Below is Tims introduction to the Journal, which is available for free download here:- The Iron Duke, The Great War, Centenary Articles.

NB: All editions of the Iron Duke from No.1 (May 1925) to No.285 (Autumn 2018) have been digitised by the Association Archives Team

      and are available for free download here:- List of Iron Duke Journals.

Richard Harvey

Website Editor & Association Archivist

 

The Great War – Centenary Articles.

As Editor of the Iron Duke from 2006 to 2018 I took the opportunity to walk in the footsteps of our predecessors in this Regiment. We have had a number of names over our 300 plus years but for all of us the one that we recognise instantly is simple – the Dukes.
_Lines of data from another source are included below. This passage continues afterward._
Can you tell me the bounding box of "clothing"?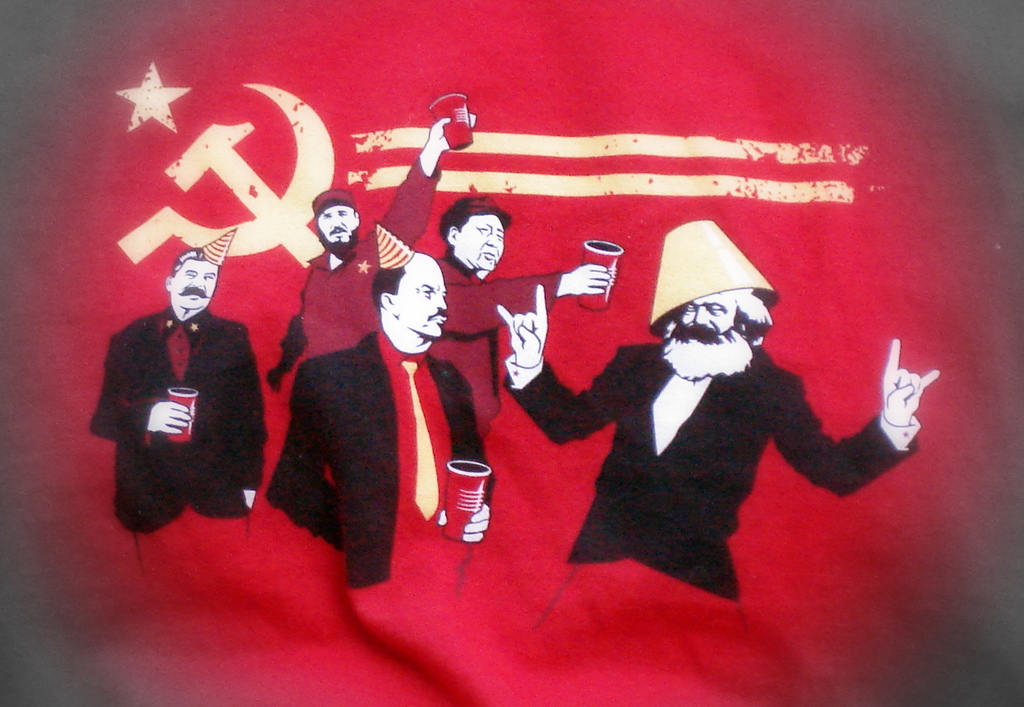
rect(506, 342, 921, 600).
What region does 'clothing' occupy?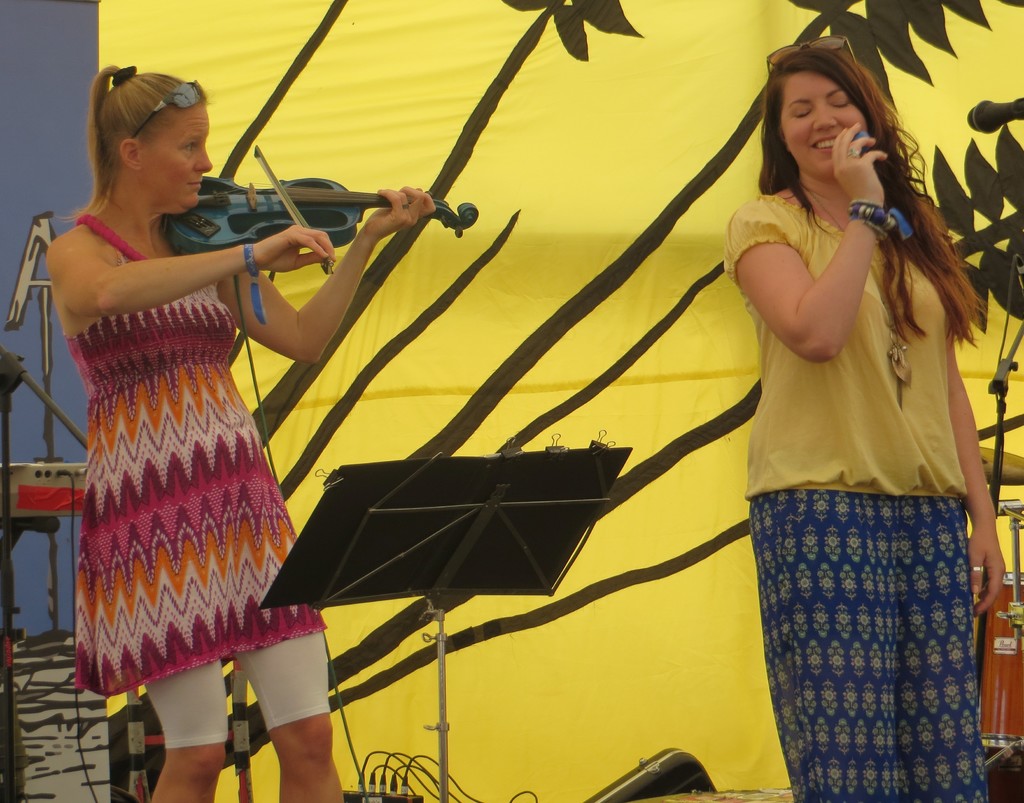
<box>71,216,326,752</box>.
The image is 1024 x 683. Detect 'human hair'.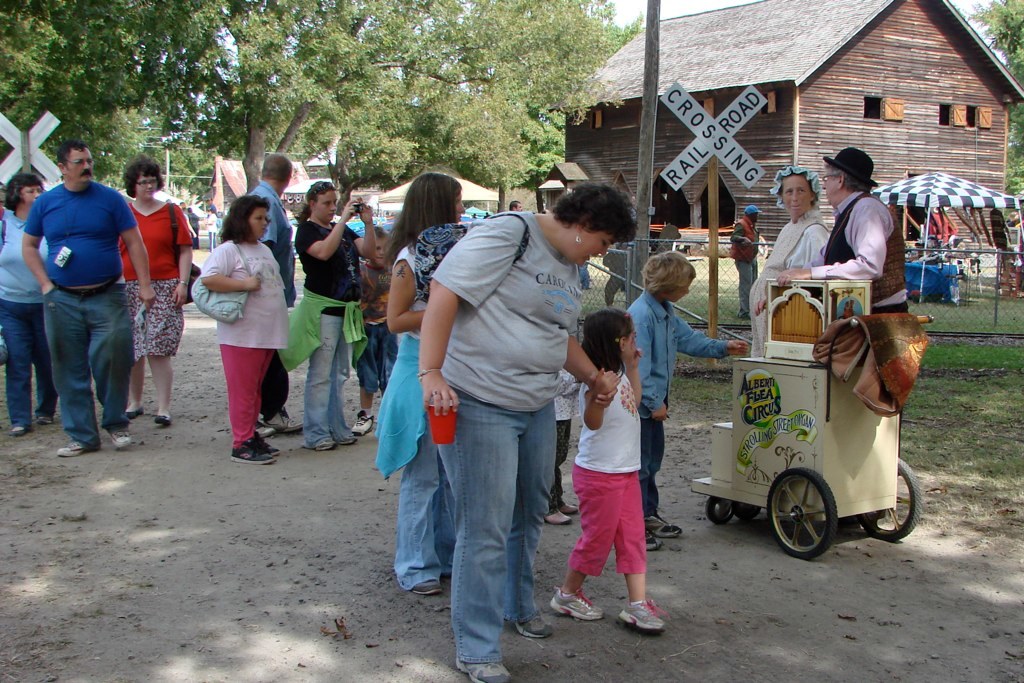
Detection: crop(640, 249, 696, 295).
So, I have been to many places where the Dukes, whatever they were called at the time, served King and Country in war: with Marlborough in the Venlo, Huy, Liege and Maastricht sieges along the Meuse in the War of Spanish Succession; with King George II at Dettingen and with his son at Fontenoy in the War of Austrian Succession: with Wellington at Quatre Bras and Waterloo; and a good number of smaller, or anyway less well known, engagements, many of them in and around the “cockpit of Europe” as Belgium and the adjoining parts of northern France was once called; and in Normandy under Montgomery and on the advance to the Rhine. English soldiers have made war here for the best part of 900 years.

As I travelled I often felt a kinship with the men who had gone before, who were, after all, soldiers like us, doing what was asked of them at the time to the best of their ability. But never more so than when I was on the battlefields of Ypres and the Somme and the other places where Dukes’ soldiers fought on the Western Front, and where many died, between 1914 and 1918. To stand on the home bank of the canal just a mile or two north of Mons and feel vicariously the mixture of excitement and dread that our Second Battalion machine gun team on one of the bridges must have experienced – they are coming, they are coming. How many? Are they any good? Will I be up to the task? Will I survive?
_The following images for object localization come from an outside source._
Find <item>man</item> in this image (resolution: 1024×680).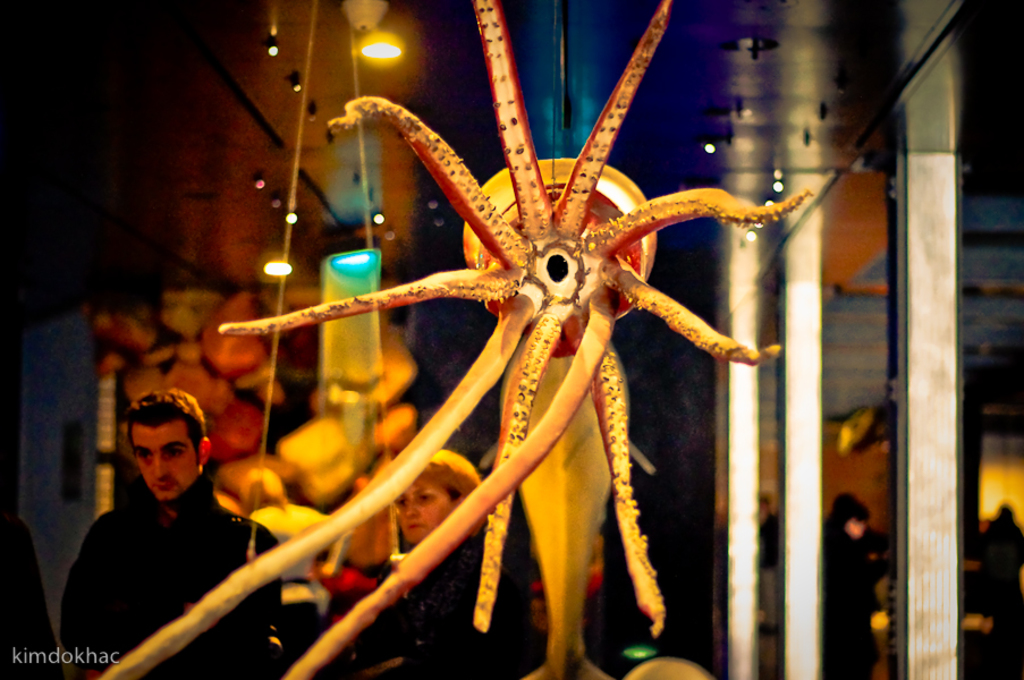
box(57, 375, 269, 662).
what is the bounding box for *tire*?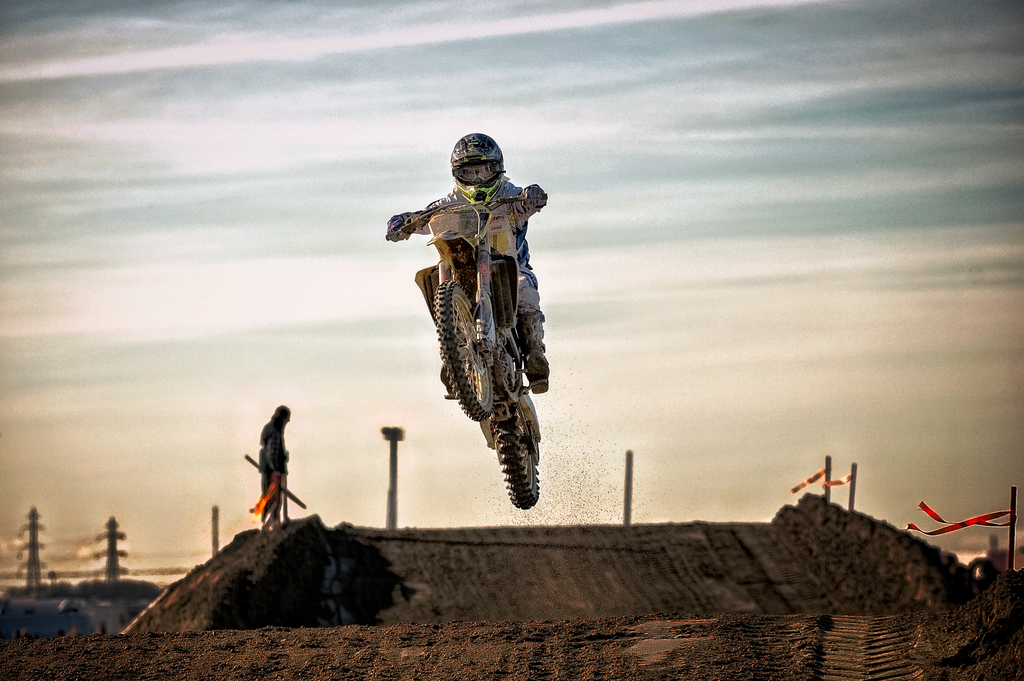
[493, 383, 538, 509].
Or maybe sitting on Hill 60 shortly after the vicious and costly assaults that won us that unlovely and unnatural feature, and just get that first sniff of the chlorine gas that was to wipe out the forward companies, not knowing in that instant what it was nor what it’s terrible effect would be. Or maybe on the start line on 1 July 1916, full of confidence having seen, or anyway heard, the mines go off under, and the thunder of the barrage on, the enemy positions that must surely have crushed any resistance before our boys began to move. No-one could have survived that, could they? It’ll be a walkover, won’t it?

And sometimes I would just sit on the wall of a CWGC cemetery next to the headstone of a Dukes soldier on the end of his row and find myself chatting to him, telling him how it all turned out and little things that I thought he would find of interest about the lives of modern Dukes. Then maybe a light touch on the stone and a brief word of farewell, and on to the next place on the schedule. Silly really, I suppose but it seemed so natural at the time.
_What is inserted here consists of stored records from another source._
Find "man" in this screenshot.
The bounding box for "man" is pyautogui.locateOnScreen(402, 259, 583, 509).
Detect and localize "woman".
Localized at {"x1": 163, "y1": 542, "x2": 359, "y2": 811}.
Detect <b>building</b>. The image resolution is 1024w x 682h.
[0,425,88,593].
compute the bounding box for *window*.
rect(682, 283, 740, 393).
We have brought together the articles that appeared in the Iron Duke between 2014 and 2018, on the centenary of the great and small events that our men were engaged in. It is not easy to keep the thread of a story with a six month gap between serials, so now the reader can go right through from 23 August 1914 to 11 November 1918, read on the website or download to keep and read at leisure. It is a story of our Regiment – success and failure, gallantry and confusion, initiative and loss of opportunity, life and death. So many young lives lost, yet here and there through the horrors of total war between nations that have never for long been able to live alongside each other without resort to violent force, acts of amazing courage and leadership at many levels.

I write this introduction three days before Remembrance Sunday, when we remember the sacrifice of our men and women from 1914 to the present day. We will remember them.

 

Tim Nicholson                                                                                                                                    8 November 2019

Lieutenant Colonel (retired)

Editor, The Iron Duke Journal 2006 – 2018.